I replied I supposed not; he had received no card when we had parted that morning, and I knew of none since.

“I shall be very glad to meet him,” said Overton. “I think him a fine fellow, in spite of our disagreement. I see you are not playing.”

“I have no taste for play, strange to say.”

“Do not try to acquire it,” he said; “it is wrong, you may depend upon it; but indulgence in it makes many believe it to be right. Every time you look at a sin, it gets better looking.”

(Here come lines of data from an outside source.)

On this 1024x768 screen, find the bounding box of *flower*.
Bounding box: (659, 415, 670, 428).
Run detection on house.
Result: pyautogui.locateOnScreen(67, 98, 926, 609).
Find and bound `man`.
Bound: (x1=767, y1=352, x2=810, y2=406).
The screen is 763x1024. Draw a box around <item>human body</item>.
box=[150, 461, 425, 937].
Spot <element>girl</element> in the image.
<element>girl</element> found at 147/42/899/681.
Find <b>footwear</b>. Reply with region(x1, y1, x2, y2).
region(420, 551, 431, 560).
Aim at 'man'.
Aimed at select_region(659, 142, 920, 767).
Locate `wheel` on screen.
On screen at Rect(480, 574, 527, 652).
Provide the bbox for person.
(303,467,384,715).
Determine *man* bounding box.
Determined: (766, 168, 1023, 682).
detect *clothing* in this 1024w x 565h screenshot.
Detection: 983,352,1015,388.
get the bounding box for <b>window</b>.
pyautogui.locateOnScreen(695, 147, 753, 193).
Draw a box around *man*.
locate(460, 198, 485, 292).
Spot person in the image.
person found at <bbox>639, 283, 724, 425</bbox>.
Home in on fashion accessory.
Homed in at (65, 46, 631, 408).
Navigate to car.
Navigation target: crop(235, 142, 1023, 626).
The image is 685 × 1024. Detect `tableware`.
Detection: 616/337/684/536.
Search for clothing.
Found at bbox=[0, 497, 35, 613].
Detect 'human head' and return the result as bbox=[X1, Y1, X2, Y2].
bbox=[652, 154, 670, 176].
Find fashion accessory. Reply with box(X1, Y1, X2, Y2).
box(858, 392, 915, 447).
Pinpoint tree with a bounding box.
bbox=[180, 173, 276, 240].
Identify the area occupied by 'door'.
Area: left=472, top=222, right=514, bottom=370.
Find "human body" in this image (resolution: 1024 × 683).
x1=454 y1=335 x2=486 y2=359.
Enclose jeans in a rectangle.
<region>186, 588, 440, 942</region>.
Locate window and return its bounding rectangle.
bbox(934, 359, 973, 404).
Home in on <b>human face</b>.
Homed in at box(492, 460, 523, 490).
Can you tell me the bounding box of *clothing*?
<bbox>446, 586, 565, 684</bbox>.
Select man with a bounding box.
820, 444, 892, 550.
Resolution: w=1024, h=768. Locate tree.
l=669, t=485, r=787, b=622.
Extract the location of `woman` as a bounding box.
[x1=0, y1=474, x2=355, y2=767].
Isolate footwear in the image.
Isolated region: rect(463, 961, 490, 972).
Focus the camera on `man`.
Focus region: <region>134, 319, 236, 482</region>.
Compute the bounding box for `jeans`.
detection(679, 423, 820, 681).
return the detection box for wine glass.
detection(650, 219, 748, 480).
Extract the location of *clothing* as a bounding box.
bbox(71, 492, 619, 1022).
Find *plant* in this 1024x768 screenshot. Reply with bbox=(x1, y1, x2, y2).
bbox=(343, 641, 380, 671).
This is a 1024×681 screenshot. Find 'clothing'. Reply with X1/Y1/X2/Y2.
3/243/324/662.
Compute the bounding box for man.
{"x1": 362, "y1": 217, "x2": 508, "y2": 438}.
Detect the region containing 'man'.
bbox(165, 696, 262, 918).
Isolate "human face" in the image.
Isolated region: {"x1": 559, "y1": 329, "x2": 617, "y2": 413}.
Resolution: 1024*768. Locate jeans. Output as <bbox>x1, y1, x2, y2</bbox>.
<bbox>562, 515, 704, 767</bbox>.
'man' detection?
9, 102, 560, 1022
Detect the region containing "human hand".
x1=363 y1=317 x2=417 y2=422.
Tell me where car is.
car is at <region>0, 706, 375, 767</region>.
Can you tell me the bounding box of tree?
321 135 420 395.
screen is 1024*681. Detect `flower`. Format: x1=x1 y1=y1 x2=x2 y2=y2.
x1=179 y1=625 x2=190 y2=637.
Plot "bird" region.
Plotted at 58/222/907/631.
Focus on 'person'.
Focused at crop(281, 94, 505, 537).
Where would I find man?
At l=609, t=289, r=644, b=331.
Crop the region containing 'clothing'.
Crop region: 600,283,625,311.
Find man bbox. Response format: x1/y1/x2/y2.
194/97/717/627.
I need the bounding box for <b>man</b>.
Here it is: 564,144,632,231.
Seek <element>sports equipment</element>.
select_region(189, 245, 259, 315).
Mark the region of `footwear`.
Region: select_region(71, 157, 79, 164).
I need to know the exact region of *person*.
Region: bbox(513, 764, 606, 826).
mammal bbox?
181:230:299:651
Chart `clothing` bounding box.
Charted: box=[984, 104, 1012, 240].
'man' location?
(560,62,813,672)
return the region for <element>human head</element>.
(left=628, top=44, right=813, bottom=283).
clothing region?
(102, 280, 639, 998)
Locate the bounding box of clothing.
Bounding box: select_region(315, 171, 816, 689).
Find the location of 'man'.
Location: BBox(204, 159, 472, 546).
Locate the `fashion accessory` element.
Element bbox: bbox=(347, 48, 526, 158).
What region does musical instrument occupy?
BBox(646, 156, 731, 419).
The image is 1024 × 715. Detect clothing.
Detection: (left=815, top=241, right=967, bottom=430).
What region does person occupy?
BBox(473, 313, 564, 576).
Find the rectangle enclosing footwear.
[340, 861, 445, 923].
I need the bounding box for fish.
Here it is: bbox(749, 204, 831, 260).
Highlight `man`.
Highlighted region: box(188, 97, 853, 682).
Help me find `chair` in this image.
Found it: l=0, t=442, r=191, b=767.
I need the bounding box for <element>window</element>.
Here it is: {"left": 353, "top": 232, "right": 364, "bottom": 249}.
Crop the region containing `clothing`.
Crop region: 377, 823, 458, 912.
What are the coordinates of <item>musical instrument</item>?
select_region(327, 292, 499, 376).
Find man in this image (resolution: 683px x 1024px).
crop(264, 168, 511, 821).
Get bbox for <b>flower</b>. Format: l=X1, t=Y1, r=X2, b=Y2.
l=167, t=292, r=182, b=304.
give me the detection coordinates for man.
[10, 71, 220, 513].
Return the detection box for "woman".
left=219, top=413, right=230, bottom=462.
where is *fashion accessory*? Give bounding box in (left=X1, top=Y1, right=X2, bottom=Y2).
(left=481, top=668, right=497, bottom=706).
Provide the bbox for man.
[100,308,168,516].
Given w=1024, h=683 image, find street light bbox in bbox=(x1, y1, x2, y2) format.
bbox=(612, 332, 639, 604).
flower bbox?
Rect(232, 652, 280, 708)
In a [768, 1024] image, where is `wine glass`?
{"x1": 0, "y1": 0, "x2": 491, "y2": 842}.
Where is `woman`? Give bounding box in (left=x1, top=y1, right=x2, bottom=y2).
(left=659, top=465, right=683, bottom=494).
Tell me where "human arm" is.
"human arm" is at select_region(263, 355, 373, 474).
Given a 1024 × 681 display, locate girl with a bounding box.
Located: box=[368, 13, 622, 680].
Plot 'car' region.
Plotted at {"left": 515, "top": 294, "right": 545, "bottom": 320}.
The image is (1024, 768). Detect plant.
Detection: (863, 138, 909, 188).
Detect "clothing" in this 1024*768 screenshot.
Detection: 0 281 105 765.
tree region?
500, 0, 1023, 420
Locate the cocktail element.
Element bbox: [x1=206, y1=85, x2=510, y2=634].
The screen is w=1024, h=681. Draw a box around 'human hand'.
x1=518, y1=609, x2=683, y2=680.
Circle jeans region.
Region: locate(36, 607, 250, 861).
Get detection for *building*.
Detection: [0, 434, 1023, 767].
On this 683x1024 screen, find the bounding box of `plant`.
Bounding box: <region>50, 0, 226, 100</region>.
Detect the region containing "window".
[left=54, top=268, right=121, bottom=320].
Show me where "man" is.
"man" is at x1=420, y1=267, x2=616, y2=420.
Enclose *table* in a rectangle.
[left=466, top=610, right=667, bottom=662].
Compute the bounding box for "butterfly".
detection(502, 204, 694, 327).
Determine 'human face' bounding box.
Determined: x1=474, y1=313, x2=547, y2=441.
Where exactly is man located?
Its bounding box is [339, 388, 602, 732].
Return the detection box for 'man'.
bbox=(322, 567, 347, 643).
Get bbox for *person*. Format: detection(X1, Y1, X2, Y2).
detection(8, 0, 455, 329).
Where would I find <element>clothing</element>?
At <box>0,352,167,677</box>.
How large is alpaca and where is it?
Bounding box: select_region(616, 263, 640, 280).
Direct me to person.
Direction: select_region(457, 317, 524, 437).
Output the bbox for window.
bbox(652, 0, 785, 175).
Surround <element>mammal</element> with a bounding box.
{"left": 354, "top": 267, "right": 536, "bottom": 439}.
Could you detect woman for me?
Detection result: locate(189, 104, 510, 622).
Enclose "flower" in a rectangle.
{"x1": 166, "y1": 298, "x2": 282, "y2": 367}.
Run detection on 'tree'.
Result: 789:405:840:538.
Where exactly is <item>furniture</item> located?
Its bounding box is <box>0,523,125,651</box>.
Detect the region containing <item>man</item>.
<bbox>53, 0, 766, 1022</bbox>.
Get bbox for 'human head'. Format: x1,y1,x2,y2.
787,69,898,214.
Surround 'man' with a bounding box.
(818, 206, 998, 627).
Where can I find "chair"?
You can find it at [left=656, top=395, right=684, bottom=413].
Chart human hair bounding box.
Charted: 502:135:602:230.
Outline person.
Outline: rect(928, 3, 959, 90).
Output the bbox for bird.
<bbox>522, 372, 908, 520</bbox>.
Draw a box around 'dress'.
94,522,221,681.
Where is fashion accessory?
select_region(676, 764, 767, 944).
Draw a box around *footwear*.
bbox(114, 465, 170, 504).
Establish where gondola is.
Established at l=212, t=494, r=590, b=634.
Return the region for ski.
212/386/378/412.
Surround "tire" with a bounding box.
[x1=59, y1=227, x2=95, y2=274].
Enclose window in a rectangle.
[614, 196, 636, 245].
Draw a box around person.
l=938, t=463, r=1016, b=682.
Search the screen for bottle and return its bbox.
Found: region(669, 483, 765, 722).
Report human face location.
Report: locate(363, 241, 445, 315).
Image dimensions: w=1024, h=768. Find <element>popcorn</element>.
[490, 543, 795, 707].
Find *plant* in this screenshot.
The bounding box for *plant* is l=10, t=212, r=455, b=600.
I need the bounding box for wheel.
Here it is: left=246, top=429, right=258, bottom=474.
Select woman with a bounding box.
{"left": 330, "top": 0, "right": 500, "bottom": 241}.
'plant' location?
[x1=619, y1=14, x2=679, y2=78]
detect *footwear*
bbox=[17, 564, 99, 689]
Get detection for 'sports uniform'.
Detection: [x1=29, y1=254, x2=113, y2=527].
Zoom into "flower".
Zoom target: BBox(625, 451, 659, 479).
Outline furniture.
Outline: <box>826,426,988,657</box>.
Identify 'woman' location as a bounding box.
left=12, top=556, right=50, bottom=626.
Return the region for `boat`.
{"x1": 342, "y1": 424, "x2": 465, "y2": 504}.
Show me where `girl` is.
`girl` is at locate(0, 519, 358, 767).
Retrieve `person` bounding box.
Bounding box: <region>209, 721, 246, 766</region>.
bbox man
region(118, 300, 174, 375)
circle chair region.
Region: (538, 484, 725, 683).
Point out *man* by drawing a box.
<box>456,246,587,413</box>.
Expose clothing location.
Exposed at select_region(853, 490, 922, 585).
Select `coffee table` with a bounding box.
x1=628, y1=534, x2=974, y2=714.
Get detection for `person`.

I was surprised to hear sin mentioned in the society of such elegant and well-bred sinners as I saw around me, who never alluded to it, except officially, as it were, on Sunday, when they all declared themselves miserable sinners—for that occasion only. Overton then sauntered over toward Lady Arabella, who seemed to recognize his approach by instinct. She turned to him, her cards in her hands, and flushed deeply; he gazed at her sternly as if in reproof, and, after a slight remark or two, moved off, to her evident chagrin.

Daphne being near me then, I said to her with a forced laugh,—

“What is the meaning, I beg you to tell me, of the pantomime between Lady Arabella and Captain Overton?”

Daphne hesitated, and then said,—

“Captain Overton was one of the gayest men about London until a year or two ago. Since then, it is said, he has turned Methody. It is believed he goes to Mr. Wesley’s meetings, although he has never been actually caught there. He lives plainly, and, some say, he gives his means to the poor; he will not go to the races any more, nor play, and he does not like to see Arabella play.”